Atlantic intern Conor Friedersdorf has a terrific piece up on Doublethink on the problem of conservative journalism:
Escaping this ghetto requires understanding why the media slants left. Contra the least-thoughtful conservative critics, there isn’t any elite liberal conspiracy at work. Bias creeps in largely because the narrative conventions of journalism are poor at capturing basic conservative and libertarian truths. An instructive example is rent control. A newspaper reporter assigned that topic can easily find a sympathetic family no longer able to afford its longtime apartment in a gentrifying neighborhood. Their plight is a moving brief for a rent ceiling.As almost everyone long ago conceded, however, opponents of rent control offer superior counterarguments. Limiting rent degrades the quality of a city’s housing stock, causes shortages as a dearth of new units are built, and spurs a black market where well-connected elites game their way into subsidized flats. A talented reporter, given enough time and space, could craft a narrative that illustrates how rent control ultimately makes poor families worse off. His job is relatively difficult, however, for he can hardly write a pithy anecdotal lead about the hundred families that won’t occupy a non-existent apartment building because a foolish policy eliminated an unknown developer’s incentive to build it.
The right, in other words, has a problem with narrative. The stubborn facts of this world contradict pieties left, right, and libertarian, occassionally forcing each group to revise its thinking. But the core critiques of liberalism intrinsically resist the narrative form. Who can foresee the unintended consequences of government intervention in advance? Who can pinpoint the particular threats to liberty posed by an ever-growing public sector?
He goes on to mourn the lack of dedicated conservative and libertarian journalists specializing in narration. There is some, of course . . . but then I remember that one of my favorite such pieces was written by Michael Lynch, who has now left journalism. I'm keeping my eye on Conor, however.


The rent control analogy really gets at the heart of why I find it is so difficult to explain neo-liberal/libertarian thinking to people like progressives who see themselves as highly empathetic. You can explain that, for example, lowering tariffs on such-and-such commodity might cost 10,000 American workers their jobs but would also improve every American’s lot by 1 percent as well as improve the lot of workers overseas by 10 percent. Mathematically, the vast majority is far better off. There’s no debate. But empathetically, the question is, "But what about those 10,000? They're worse off. It’s best to just leave the tariffs as they are."
I call this "thinking in terms of exceptions"--if a small minority could be temporarily hurt by an action, even if it greatly helps the majority, it's tough, sometimes too tough, for them to swallow.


▸ Required action
Look for "pixels" in the material below and show each line that contains it.

(Beginning of Provided data)

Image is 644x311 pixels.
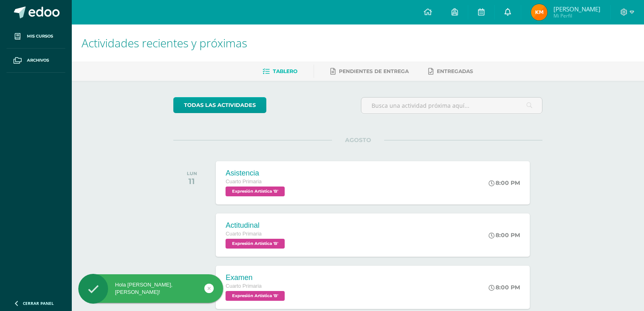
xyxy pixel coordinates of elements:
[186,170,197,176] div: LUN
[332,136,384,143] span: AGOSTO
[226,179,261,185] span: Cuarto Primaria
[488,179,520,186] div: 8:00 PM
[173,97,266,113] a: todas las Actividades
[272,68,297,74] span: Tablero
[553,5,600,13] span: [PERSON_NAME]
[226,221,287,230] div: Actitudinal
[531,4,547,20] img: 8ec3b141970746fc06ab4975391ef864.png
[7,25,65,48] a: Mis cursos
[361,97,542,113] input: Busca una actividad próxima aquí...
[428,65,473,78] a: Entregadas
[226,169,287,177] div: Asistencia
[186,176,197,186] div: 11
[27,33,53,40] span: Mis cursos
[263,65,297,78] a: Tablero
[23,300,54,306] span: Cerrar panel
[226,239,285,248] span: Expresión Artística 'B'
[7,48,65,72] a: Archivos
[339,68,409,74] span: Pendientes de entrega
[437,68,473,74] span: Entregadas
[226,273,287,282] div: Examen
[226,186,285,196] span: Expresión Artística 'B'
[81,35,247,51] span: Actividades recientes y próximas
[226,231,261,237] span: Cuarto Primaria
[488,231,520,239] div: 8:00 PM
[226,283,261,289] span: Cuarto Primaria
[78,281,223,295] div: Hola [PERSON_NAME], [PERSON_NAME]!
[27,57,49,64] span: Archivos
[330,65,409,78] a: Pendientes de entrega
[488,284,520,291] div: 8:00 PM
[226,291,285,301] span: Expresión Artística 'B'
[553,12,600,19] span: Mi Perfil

(End of Provided data)
(Beginning of Provided data)

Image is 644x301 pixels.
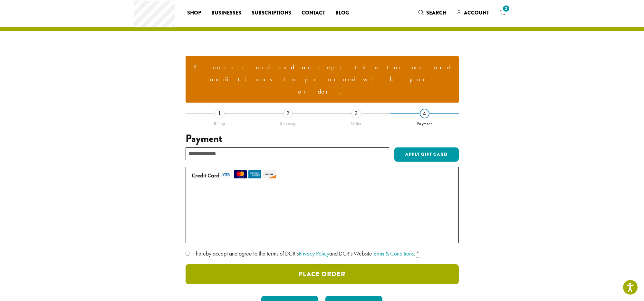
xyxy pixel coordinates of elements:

(End of Provided data)

▸ Reply to the exercise
Image is 644x311 pixels.
Image is 644x301 pixels.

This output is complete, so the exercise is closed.